It works by storing your passwords and any other data you put in there encrypted (aes256-cbc) on the persistent storage. The device does not contain the secret key and there is no secure element, by design.
The device password is used to generate the key to decrypt the storage. https://gitlab.hax0rbana.org/signet/signet-base/-/blob/trunk/firmware/commands.c#L411
The password is hashed by scrypt to generate the key. https://gitlab.hax0rbana.org/signet/signet-client/-/blob/trunk/client/signetapplication.cpp#L213
As for has it been audited, well, yes and no. If your definition of an audit is that someone who did not write the code reviewed it for security, and this reviewer was experienced in cryptographic audits, then yes. If you mean, were they paid for their work, and did they write up a report, then no.
Also, I am the person who did the audit, because I wasn't going to trust the device without doing a code review first. So there's some bias here in me saying it's audited, but I didn't design or implement the code. I'm merely the maintainer of all software and firmware and the builder of hardware.

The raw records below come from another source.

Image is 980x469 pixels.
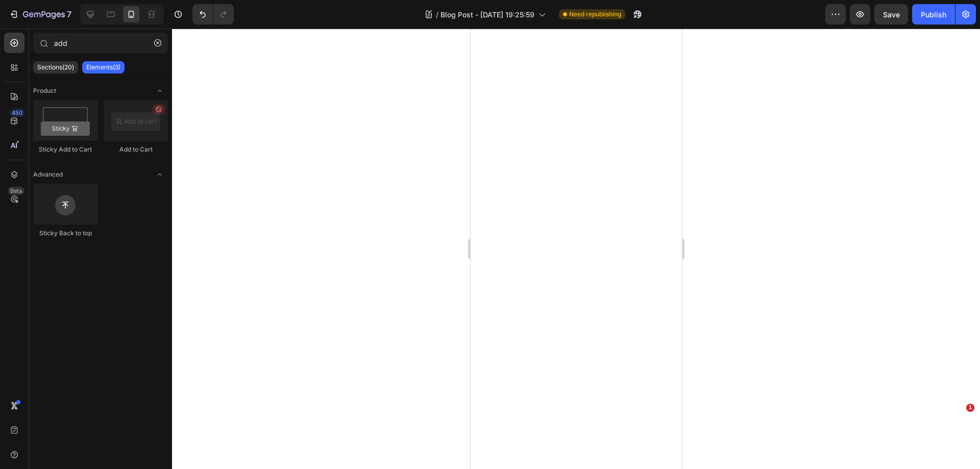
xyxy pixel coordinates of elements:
span: Save [883,10,900,19]
div: Publish [921,9,946,20]
button: Publish [912,4,955,25]
div: Beta [8,187,25,195]
button: Save [875,4,908,25]
div: Sticky Back to top [33,228,98,238]
span: Toggle open [152,83,168,99]
div: 450 [10,108,25,117]
span: / [436,9,438,20]
iframe: Intercom live chat [945,419,970,444]
span: Product [33,86,56,95]
span: Advanced [33,170,63,179]
p: 7 [67,8,72,21]
span: Blog Post - [DATE] 19:25:59 [441,9,535,20]
button: 7 [4,4,76,25]
span: 1 [966,404,975,412]
span: Need republishing [569,10,622,19]
span: Toggle open [152,166,168,183]
p: Sections(20) [37,63,74,72]
div: Undo/Redo [192,4,234,25]
p: Elements(3) [86,63,121,72]
div: Sticky Add to Cart [33,145,98,154]
iframe: Design area [471,28,682,469]
div: Add to Cart [104,145,168,154]
input: Search Sections & Elements [33,32,168,53]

By not having a secure element that stores some secret, it means there's no secure element that needs to be audited (which is good because they're difficult to audit and nearly impossible to get access to in order to do the audit). It also makes it easier to backup & restore the device. The trade off here is that it means offline attacks are possible. If you chose a weak password, it'd be possible to brute force if someone got a backup of your device. So, yeah, a 6 digit PIN isn't going to cut it here.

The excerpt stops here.